When comparing the two systems, as with many things in rocketry, there is no distinct “better” system, but there are different things that they excel with that may better suit your specific design criteria and mission requirements.

  • A regulated pressure system lets you get more propellant into your tanks, which can be important when tank sizing or manufacturing constraints are an issue.

  • A regulated pressure system requires more hardware, such as regulators and high flow check valves, which adds to cost, complexity, and leak sources.

  • High pressure gas systems, such as those required to supply regulated pressure, are more prone to leaking. Leaks at high pressures can sometimes be unsustainable or difficult to remedy. Helium systems are especially prone to leaking in much the same was as hydrogen gas, since He and H2 molecules permeate elastomeric seals at a higher rate than heavier gasses, assuming these seals were sound to begin with.

  • Composite Overwrapped Pressure Vessels (COPV) can only be filled and pressurized slowly or under active water cooling. High fill rates heat up the tank due to compression heating, which softens and weakens the composite material, leading to failure well below its nominal proof pressure. This slow fill rate can add many minutes to the pressurization time, or make filling unsustainable with higher leak rates. Pre-pressurization, whereby a secondary system pressurizes the run tanks separately from the COPV, is a common but optional mitigation technique.

  • Blowdown systems don’t flow pressurant through the top, so it can get away with simpler manifolding. A regulated pressure system must be able to sustain high flow all the way from the bottle. A gas diffuser section is mandatory to avoid injecting gas directly into a liquid volume, and check valves must allow for high flow and checked regularly for backflow as a result of ordinary use.

  • Blowdown systems can be pressurized at different levels if necessary, but a regulated pressure system would require two regulators to do so.

  • High flow regulators for regulated pressure systems should typically be dome loaded and non-venting. Dome loading allows for the regulator to be remotely opened and closed at set pressures or else the tank pressures are at the mercy of the high pressure side. This adds electrical and plumbing complexity to a system.

  • Regulated pressure systems add mass and volume to a system, which reduces the benefit gained from smaller run tanks and higher feed pressures.

  • A blowdown system provides the same initial feed pressure and thrust as a regulated pressure system, so takeoff TWR is equal. The thrust trails off when this TWR is less important, and when lowering atmospheric pressure reduces overexpansion effects.

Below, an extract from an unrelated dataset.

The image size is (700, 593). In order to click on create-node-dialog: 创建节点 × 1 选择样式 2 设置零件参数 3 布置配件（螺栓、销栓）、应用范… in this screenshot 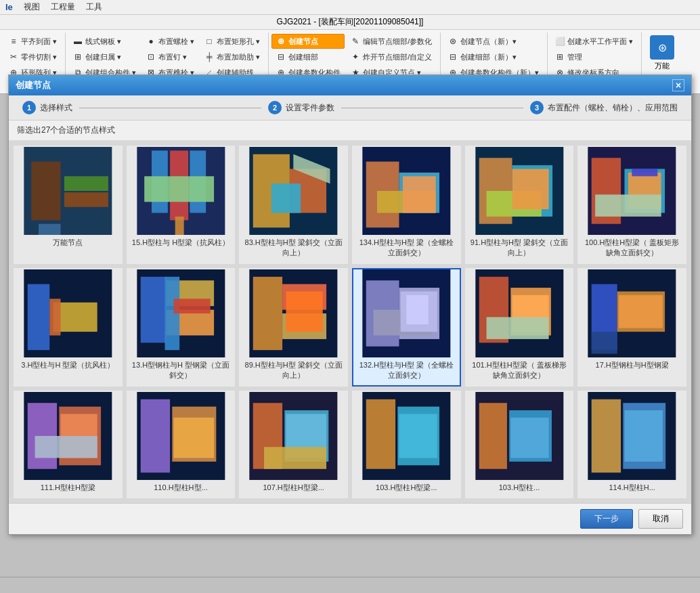, I will do `click(350, 84)`.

  • A blowdown system requires additional tankage relative to its propellant mass, which can add considerable length to a rocket system. A regulated pressure system adds volume relative to flow requirements, so a higher impulse rocket is better able to write off the extra volume, making it suitable for larger rockets.

  • Regulated pressure systems can also be controlled electronically using actuated valves to supply pressurant. This can be done with variable flow needle valves or with short bursts in what is known as bang-bang pressurization. This provides room for throttling motor thrust from the pressurant side, so long as power or data isn’t lost during an on state, which could rapidly over-pressurize a tank to failure.

  • And much more.

The influence on performance of a blowdown motor is a little nuanced, but can be examined in RPA using throttled performance. It is important to note the sea level performance, as “optimum expansion” is a shifting and relative term. An eventual efficiency loss of 20% is not ideal, but this is at the end of what appears to be a 3rd order polynomial curve, indicating an average efficiency loss of closer to 8% at constant altitude. This is not always prohibitive when you consider the efficiency gains from other sources.